Frequently asked questions
Will Google Analytics show my AI search visibility?
Mostly no. AI engines often answer without sending a click, so referral analytics under-report your influence on buyer decisions. You may see some referral traffic from Perplexity or ChatGPT links, but most "named in the answer" moments produce no session. Indexly samples the answers directly, which is the reliable way to see the full picture.
Which engines does Indexly track?
Indexly tracks brand visibility and citations across ChatGPT, Claude, Gemini, Perplexity, and Google AI Overviews, keeping each engine as its own view so you can see where you win and lose separately rather than as one blended number.
How fast can I improve my AI visibility after making changes?
Perplexity often reflects new or improved pages within days if crawler access is open. ChatGPT and Claude typically follow within one to three weeks. Google AI Overviews lags longest — often four to eight weeks — because it inherits Google Search's slower indexing cadence. Re-run the same prompt set in Indexly after each change to attribute lift accurately.

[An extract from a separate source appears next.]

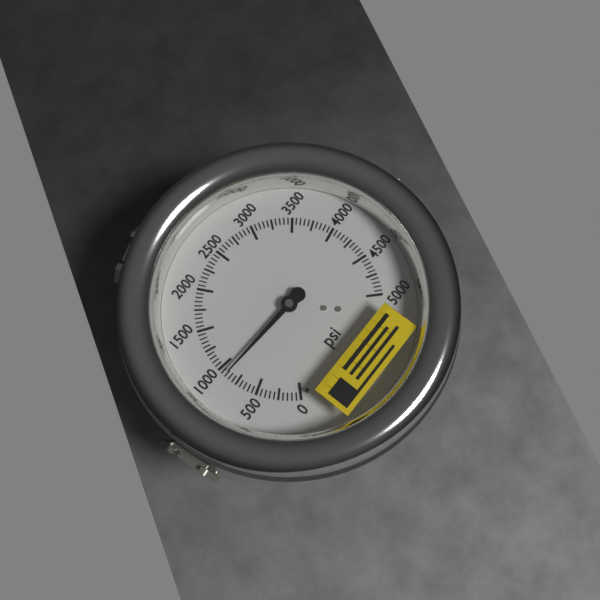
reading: 900 psi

Do I need separate tools for tracking and fixing?
No — that's the point of using Indexly. It pairs AI visibility tracking with the tools to act: AI Readiness and Website Audits, a Schema Markup Generator for JSON-LD, and llms.txt and robots.txt generators. Measurement and the fix live in one platform, so you don't lose insight in the handoff between tools.
Why does the same prompt give different answers each time?
AI engines are non-deterministic and continuously re-crawl and re-rank the web, so identical prompts can return different brands and sources on different days. This is why one-off checks are unreliable and a fixed cadence matters — Indexly trends a distribution of answers over time rather than capturing a single result.
Indexly tracks your brand's visibility and citation presence across ChatGPT, Claude, Gemini, Perplexity, and Google AI Overviews — and gives you the audit, schema, and llms.txt tools to act on what you find. See exactly where you're cited, where competitors win, and what to fix next. Start with Indexly.